*Directions:*
Please copy the records exactly as they appear, with all pictures left out.

(Records from a dataset)
• • •

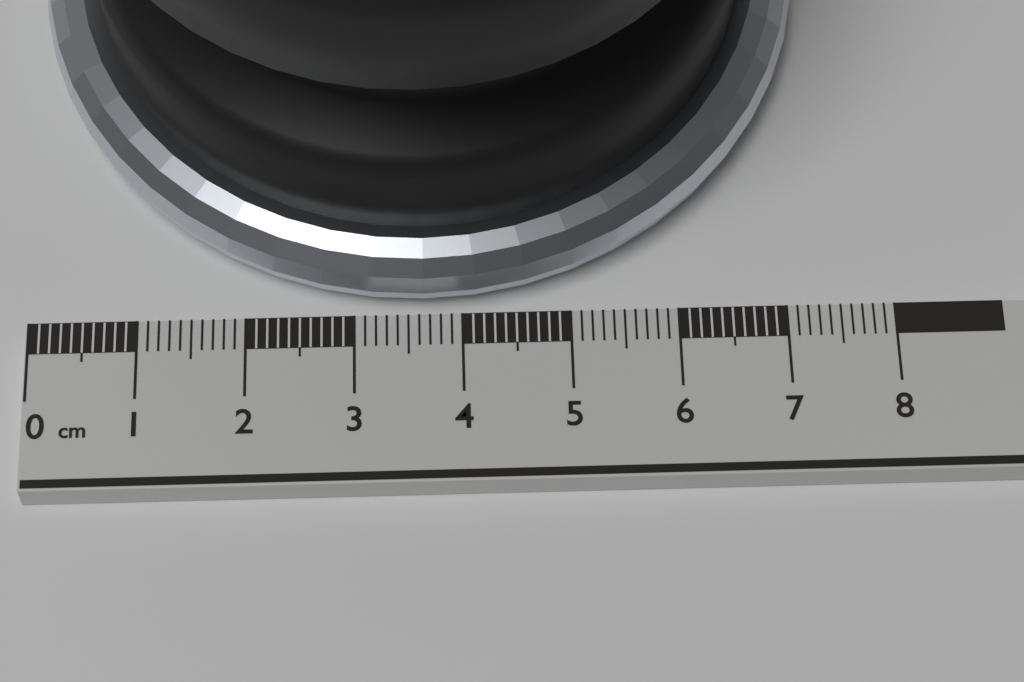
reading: 7.3 cm
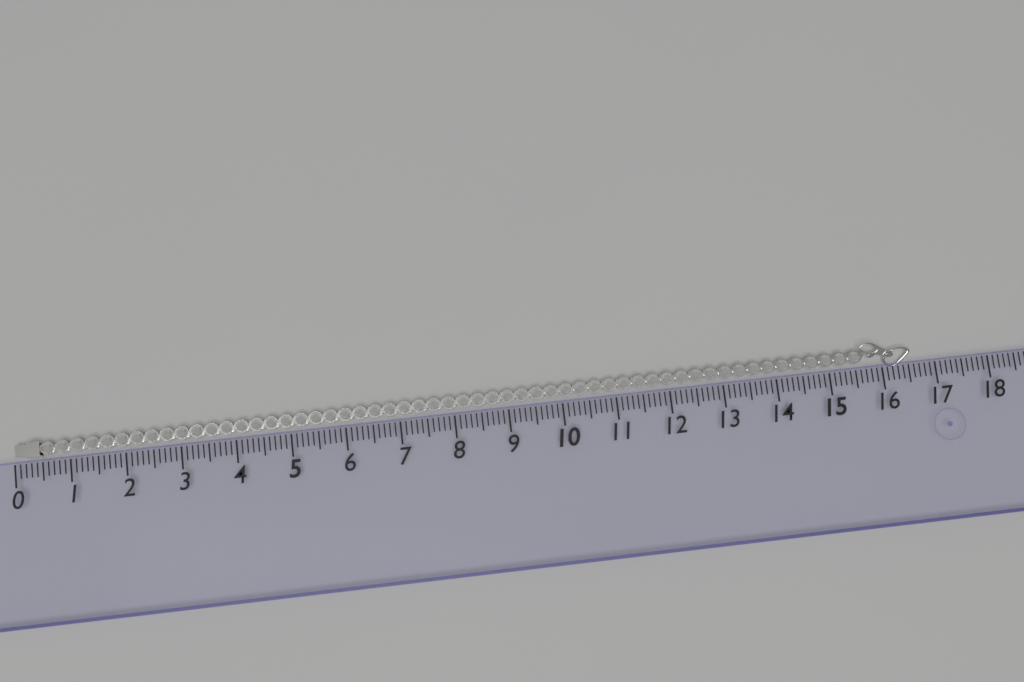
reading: 16.6 (no unit)
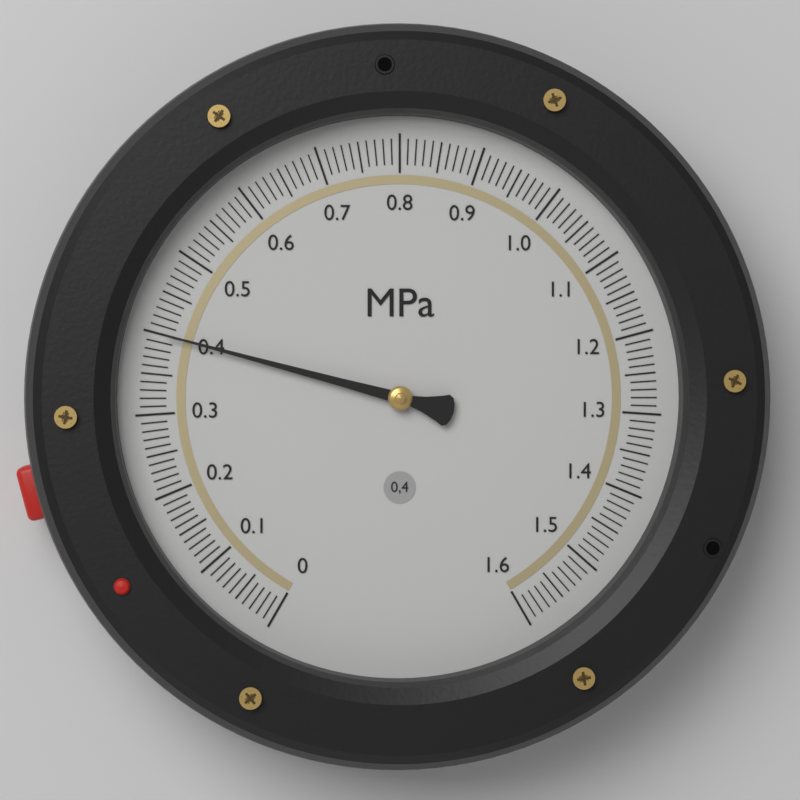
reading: 0.40 MPa
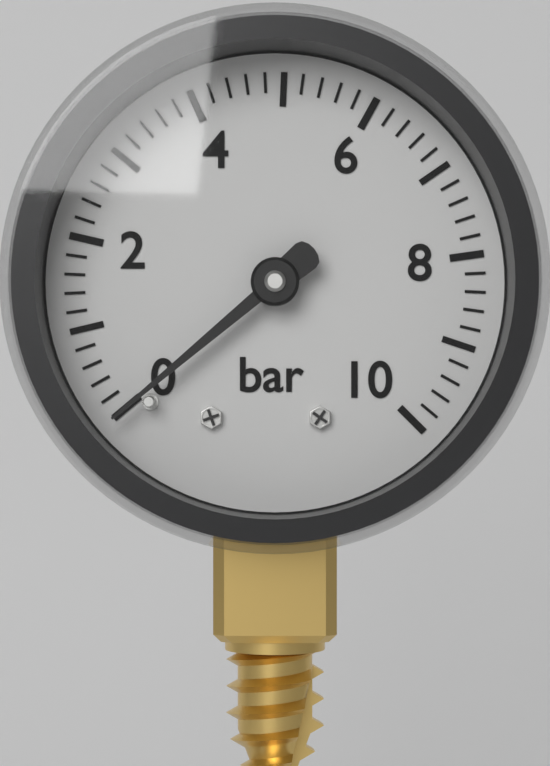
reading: 0.0 bar
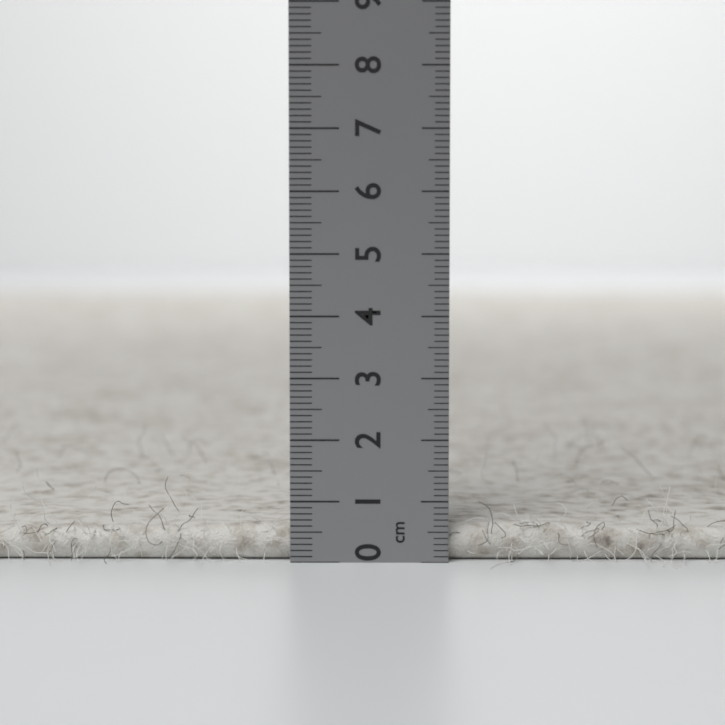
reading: 0.6 cm
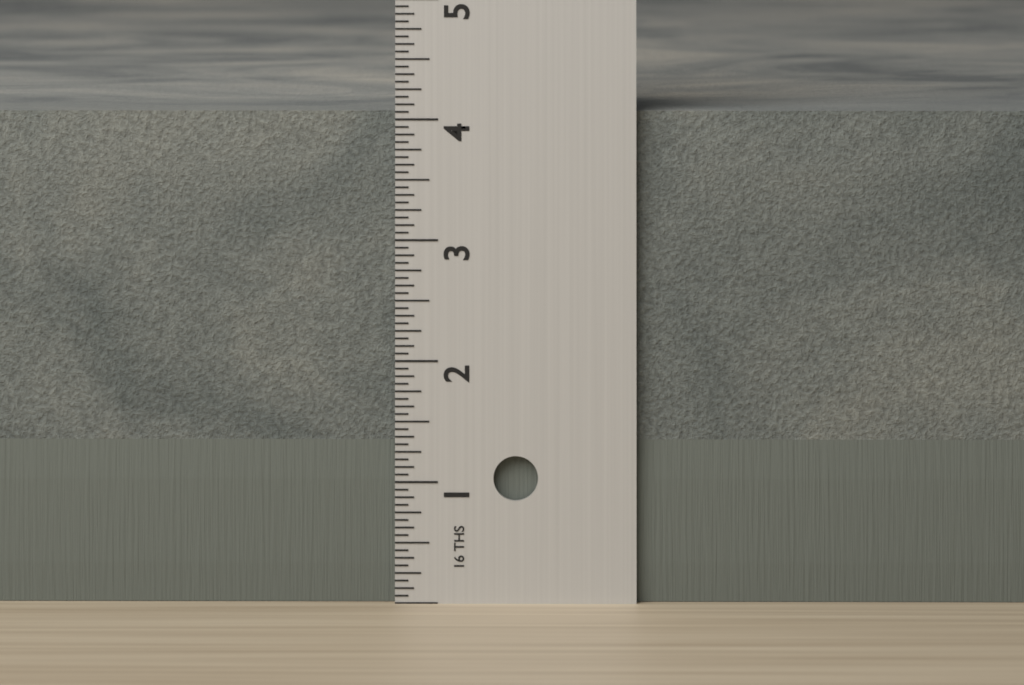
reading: 4.0625 in
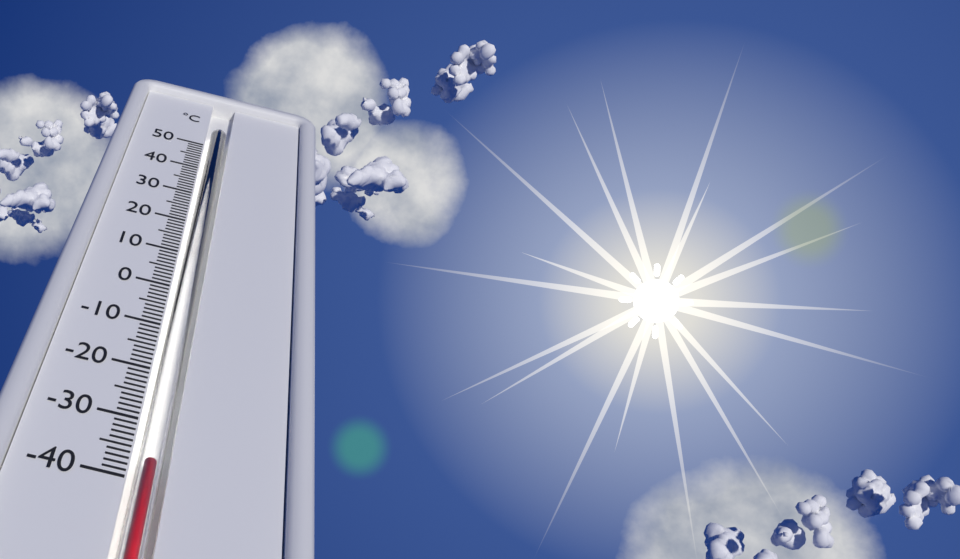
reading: -37 °C
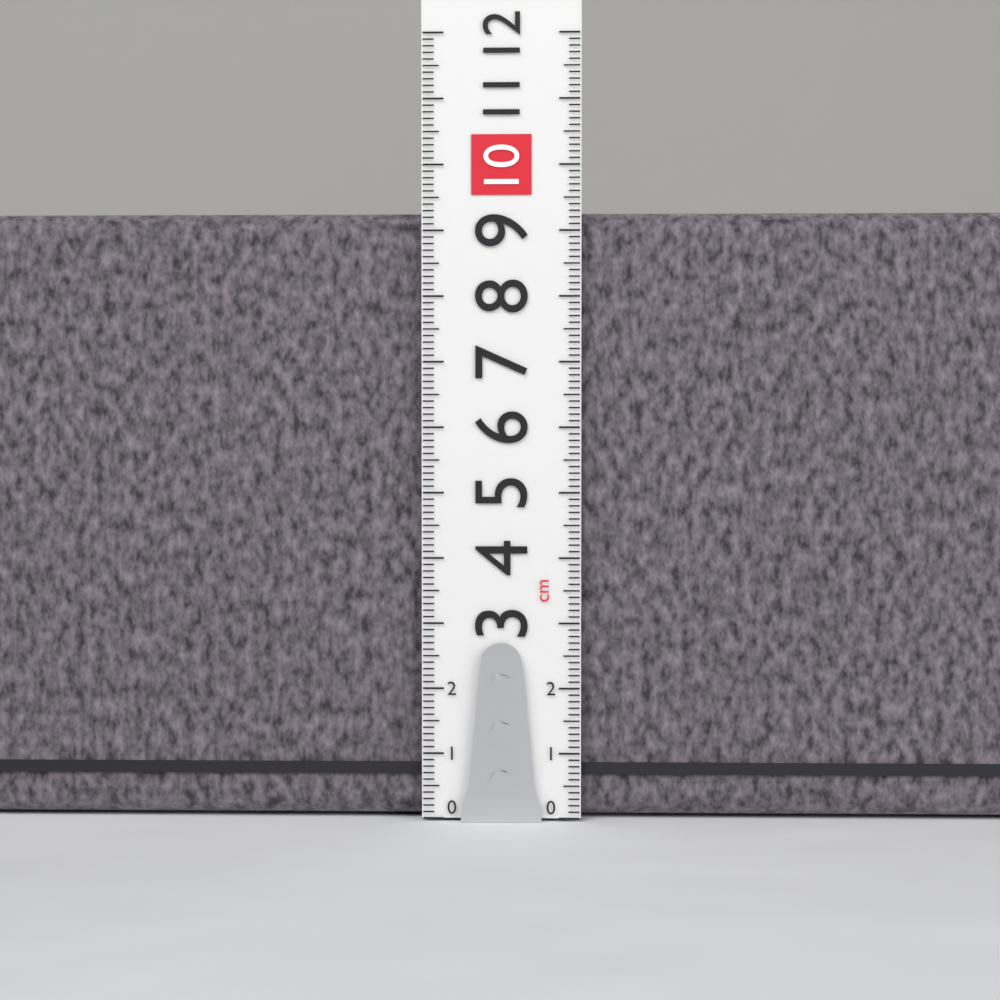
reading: 9.3 cm
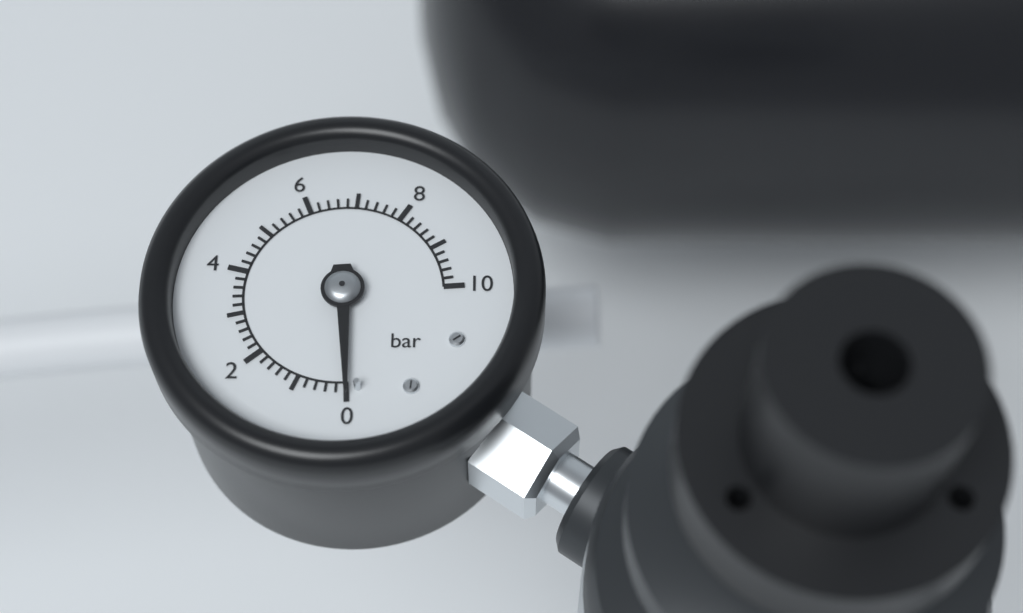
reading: 0.0 bar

• • •

*Answer below:*
reading: 7.3 cm
reading: 16.6 (no unit)
reading: 0.40 MPa
reading: 0.0 bar
reading: 0.6 cm
reading: 4.0625 in
reading: -37 °C
reading: 9.3 cm
reading: 0.0 bar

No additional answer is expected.